I once read that if you’re craving chocolate, what your body is really telling you is that it’s deficient in magnesium, and to satisfy that craving without hating yourself, you can munch on some dark leafy greens or spoon some yogurt. That’s obviously ridiculous, but I do believe your body is quite efficient at letting you know what it wants in mysterious and hormone-driven ways.

My brain, for instance, craves certain genres of television depending on my mood. When I’m happy, I watch Parks and Recreation. When I’m angry, Top Gear feeds me bitter tablespoons of testosterone. When I’m sad, I watch cooking shows. When I’m really sad, I watch cooking shows and obsess over cooking blogs and I think about making soups and making my apartment smell like a rotisserie chicken.

I will unabashedly admit that Ina Garten fills some kind of patriarchally-constructed hole in my heart. I want a home in the Hamptons like Martha Stewart. I want to let my husband worry about bills while I worry about whether we’ll have bison or beef for dinner. I want to softly sink into the role that conservatism built just for me… but I can’t. I’m intelligent and capable and more like Martha Stewart the person than Martha Stewart the TV personality.

These idols of mine are not waiting for their husbands to get home so that they can get a stuffed-mouthed thumbs up on their lemon chicken. Their warm and inviting smiles are not for men who bring home the bacon. They smile at the camera, they smile at us, and they certainly smile at the cheques that most likely make up the bulk of their family income. They profit off of the same ideology that put them there in the first place. There is nothing wrong with a woman choosing to be a homemaker, but the strict relegation of women to the domestic sphere has prevented them from achieving the same economic prosperity as men.

Martha and Ina do not subvert these roles by turning them into multi-million dollar careers; they reinforce them by constantly creating new standards for a mostly female audience to live up to. They are insanely good at what they do, which isn’t limited to cooking or crafting or gardening. They excel at selling traditional gender roles to women who are constantly struggling against a system that was never, ever designed for them. Martha and Ina paradoxically make this system work in their favour. But realistically, this is only possible for a select few and they’re not helping when they reinforce women’s supposedly preferred place in the kitchen (or in their case, the studio kitchen).
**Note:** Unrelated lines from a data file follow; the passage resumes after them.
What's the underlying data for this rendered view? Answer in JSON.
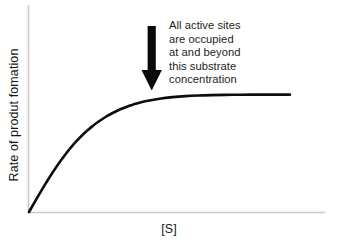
{
  "figure": {
    "background_color": "#ffffff",
    "curve_color": "#0d0d0d",
    "axis_color": "#c9c9c9",
    "text_color": "#1a1a1a",
    "arrow_color": "#0a0a0a"
  },
  "annotation": {
    "lines": [
      "All active sites",
      "are occupied",
      "at and beyond",
      "this substrate",
      "concentration"
    ],
    "full_text": "All active sites are occupied at and beyond this substrate concentration",
    "arrow_icon": "down-arrow-icon"
  },
  "chart_data": {
    "type": "line",
    "title": "",
    "subtitle": "",
    "xlabel": "[S]",
    "ylabel": "Rate of produt fomation",
    "xlim": [
      0,
      100
    ],
    "ylim": [
      0,
      100
    ],
    "grid": false,
    "legend": null,
    "xticks": [],
    "yticks": [],
    "xticklabels": [],
    "yticklabels": [],
    "series": [
      {
        "name": "Rate of product formation vs substrate concentration",
        "description": "Michaelis-Menten saturation curve: rises steeply and linearly at low [S], bends through a knee, then plateaus at Vmax",
        "color": "#0d0d0d",
        "linewidth": 2.6,
        "x": [
          0,
          2,
          4,
          6,
          8,
          10,
          12,
          14,
          16,
          18,
          20,
          22,
          24,
          26,
          28,
          30,
          32,
          34,
          36,
          38,
          40,
          45,
          50,
          55,
          60,
          65,
          70,
          75,
          80,
          85,
          90,
          95,
          100
        ],
        "y": [
          0,
          7.2,
          14.3,
          21.2,
          27.8,
          34.1,
          40.0,
          45.5,
          50.6,
          55.3,
          59.6,
          63.5,
          67.0,
          70.2,
          73.0,
          75.6,
          77.9,
          79.9,
          81.7,
          83.3,
          84.7,
          87.4,
          89.2,
          90.4,
          91.2,
          91.7,
          92.0,
          92.2,
          92.3,
          92.4,
          92.4,
          92.4,
          92.4
        ]
      }
    ],
    "annotations": [
      {
        "text": "All active sites are occupied at and beyond this substrate concentration",
        "arrow": "down",
        "points_to_x": 50,
        "points_to_y": 92
      }
    ]
  }
}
I first realized the suspiciously traditional gender expectations placed upon female chefs while watching an innocuous Anthony Bourdain special where he gets to travel the world and try a combination of really great authentic food and really bad authentic food (bull testes, anyone?). I thought to myself, “Damn…. This seems like a really good gig.” I’d eat all the bull testicles in the world for a chance at his job.

But then I realized that I couldn’t think of a single television show or Netflix special where a professional female chef does anything other than stand in a fake kitchen and entertain an audience with just their charm and (let’s be honest) insanely good looks. Even $40 a Day with Rachael Ray mostly consisted of her (un)convincingly arguing that it’s possible to spend less than that much money on food each day while travelling.

And then you consider all the fun activities that male cooking personalities get to take part in, like hunting, fishing, and trying to fix Midwestern restaurants with charismatically crazy owners. Those shows are often given to professional chefs: chefs who have run or (in Joe Bastianich’s case) owned award-winning restaurants. It’s undeniable that Gordon Ramsay and Jamie Oliver have unique charm and talent, but surely there are at least a few female chefs who can muster up some fake enthusiasm for fried tarantulas. They don’t even really need to be professional chefs; I want to see Ellen DeGeneres explore “parts unknown”.

Women don’t have some innate desire to stay in one place and serve. The truth is, our current economic and political system was not designed for women to fully take equal part in. Yes, success is possible with drive, ambition, luck, and a hefty dose of denial, but working within a flawed system doesn’t ultimately solve anything. Martha Stewart and Ina Garten don’t structure their shows around furthering a conservative agenda, but the roles they inhabit do just that. And they continue to participate because it positively benefits them. Their entire careers are symptoms of a larger issue, one that could be remedied just a bit if women and men could cook whatever the hell they wanted, wherever the hell they wanted.